Dell Server Data Recovery: Dell T420 “State Foreign” Error
The client in this data recovery case came to us to get data recovered from their crashed Dell T420 server. This Dell T420 server used a RAID-5 configuration. It had eight two-terabyte Seagate hard drives for a combined total of 14 terabytes of storage space. This was plenty of space to store their SQL database, as well as their other assorted files. And with RAID-5’s single-disk fault tolerance, their data was well-protected.
But, as we’ve discussed quite a few times on the Gillware blog, RAID fault tolerance on its own isn’t always enough to protect your data from disaster. And, unfortunately, it wasn’t enough here. After the Dell T420 server crashed, our client-to-be took a look at it. BIOS troubleshooting dialogues showed two culprits for the server failure. Six of the eight hard drives were online, as they should have been. But the two remaining hard drives had crashed. One came with the error message, “State Failed”. The other came with the error message, “State Foreign”.
With two hard drives down, the RAID-5 server’s XOR parity-based fault tolerance couldn’t plug up all of the holes in the server’s logical volume, causing a fatal server crash. To get their data back and their small business up and running, the owner called upon the server data recovery experts here at Gillware.
Dell T420 Data Recovery Case Study: State Foreign Error
Server Model: Dell T420 PERC H700 RAID Controller
RAID Level: RAID-5
Drive Model: Seagate ST2000DM001 (x8)
Total Capacity: 14 TB
Operating/File System: Windows Server 2008
Data Loss Situation: Two drives went offline. BIOS showed one drive with a “State Foreign” error and the other with a “State Failed” error.
Type of Data Recovered: SQL database
Binary Read: 100%
Gillware Data Recovery Case Rating: 10
The Past Is a Foreign Country—and Sometimes, So Is Your Hard Drive
When a hard disk in your server comes up as “Failed” in the BIOS, it’s easy enough to understand what the BIOS is telling you. A failed hard disk is one that’s up and died on you, in one of the many ways hard disk drives can die.
What does it mean when a hard disk has a “Foreign” status error?
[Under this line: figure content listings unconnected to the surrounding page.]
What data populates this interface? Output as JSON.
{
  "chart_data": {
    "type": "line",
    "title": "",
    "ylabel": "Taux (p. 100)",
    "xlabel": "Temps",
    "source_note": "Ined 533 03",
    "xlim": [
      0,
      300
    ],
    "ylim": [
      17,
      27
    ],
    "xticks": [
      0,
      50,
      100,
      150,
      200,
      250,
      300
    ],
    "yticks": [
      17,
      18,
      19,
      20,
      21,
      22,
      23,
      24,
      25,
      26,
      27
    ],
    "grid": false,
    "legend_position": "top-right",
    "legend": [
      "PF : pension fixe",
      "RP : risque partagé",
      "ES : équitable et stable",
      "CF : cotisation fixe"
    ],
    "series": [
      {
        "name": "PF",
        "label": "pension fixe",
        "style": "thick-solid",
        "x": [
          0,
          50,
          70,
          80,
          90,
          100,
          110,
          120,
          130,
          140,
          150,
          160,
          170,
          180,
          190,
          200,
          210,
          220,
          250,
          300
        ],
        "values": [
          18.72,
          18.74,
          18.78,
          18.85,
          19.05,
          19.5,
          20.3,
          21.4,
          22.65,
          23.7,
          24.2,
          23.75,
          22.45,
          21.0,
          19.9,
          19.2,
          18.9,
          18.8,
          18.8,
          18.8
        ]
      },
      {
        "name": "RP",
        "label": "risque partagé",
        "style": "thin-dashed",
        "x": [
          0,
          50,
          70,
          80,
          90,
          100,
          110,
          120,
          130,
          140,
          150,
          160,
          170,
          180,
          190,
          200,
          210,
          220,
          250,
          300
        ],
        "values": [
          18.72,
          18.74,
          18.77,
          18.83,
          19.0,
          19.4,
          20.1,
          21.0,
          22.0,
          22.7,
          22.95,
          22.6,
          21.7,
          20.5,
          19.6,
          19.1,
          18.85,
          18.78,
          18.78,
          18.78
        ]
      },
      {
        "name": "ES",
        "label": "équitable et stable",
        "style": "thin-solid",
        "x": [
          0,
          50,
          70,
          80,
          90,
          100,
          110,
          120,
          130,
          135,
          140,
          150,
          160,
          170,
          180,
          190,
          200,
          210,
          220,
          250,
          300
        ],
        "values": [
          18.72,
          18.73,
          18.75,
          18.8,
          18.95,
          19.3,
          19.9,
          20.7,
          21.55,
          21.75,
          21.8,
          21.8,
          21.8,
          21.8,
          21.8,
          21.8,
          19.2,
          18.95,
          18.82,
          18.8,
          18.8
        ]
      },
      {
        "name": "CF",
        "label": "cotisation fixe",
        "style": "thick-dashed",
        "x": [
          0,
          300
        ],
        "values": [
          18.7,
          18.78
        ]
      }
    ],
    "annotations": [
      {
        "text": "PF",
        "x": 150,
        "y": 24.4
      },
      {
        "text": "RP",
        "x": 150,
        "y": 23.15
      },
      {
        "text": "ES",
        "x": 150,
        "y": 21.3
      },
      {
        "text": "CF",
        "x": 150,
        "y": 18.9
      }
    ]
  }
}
This error can be seen in other models of servers as a “Foreign Configuration”. This, too, signifies a kind of hard disk failure, but a slightly different kind of failure than the other one.
As British novelist Leslie Poe Hartley famously began his 1947 novel Eustace and Hilda, “The past is a foreign country: they do things differently there.”
Sometimes your hard drive can be a foreign country, too. It does things differently.
A computer expects a hard drive to be set up a certain way in order to read it. If the drive’s logical architecture becomes damaged or corrupted, that drive will seem to the system to be… well, a foreign country. And the computer doesn’t know how to handle it.
Plug a hard drive with a “Foreign Configuration” error into your computer and it’ll probably prompt you to format the drive. If there’s nothing physically wrong with the HDD, the culprit is probably a corrupted boot sector or other piece of important logical metadata that makes the hard drive seemingly blank. Of course, all your data still lives on there (which is why if your hard drive suddenly starts asking you to format it out of the blue, you shouldn’t do it).
Fortunately, while your hard drive may be a foreign country, here in our data recovery lab, we have the tools and expertise needed to speak its language.
Dell T420 Data Recovery Results
When this Dell T420 server came into our data recovery lab, our expert engineers diagnosed the two bad hard drives. The one with the “Failed” status suffered from bad read/write heads, causing some damage to its platters. By running the platters through our burnishing tools and replacing the heads with a fresh set, our engineers could successfully read and image 95% of the drive’s contents.
As for the hard disk drive with the “Foreign” status, it was physically healthy. But a logical error had turned its data into what the Dell T420 server could only assume was gibberish (although we knew better). Our engineers successfully imaged the entire hard drive and sent it on its way to our RAID recovery technicians. To recover data from this RAID-5 array, our RAID recovery experts had to carefully examine the RAID metadata for clues as to how the drives fit together. Then, we had to stitch them together properly according to those clues.
Putting the server back together only required one of the two failed drives, though, due to RAID-5’s parity. This is good, because when two drives fail, they rarely do so at the same time. As a result, the first drive to fail ends up filled with “stale” data, which we want to avoid using to repair the RAID array as long as we have a choice in the matter.
As it turned out, the mechanically failed drive had failed first. This meant our RAID recovery technicians could safely exclude it from the recovery efforts from here on out. With the remaining drives, we had a 100% read of the RAID-5 array and could successfully salvage their SQL database. This Dell T420 server data recovery case garnered a perfect 10 on our case rating scale.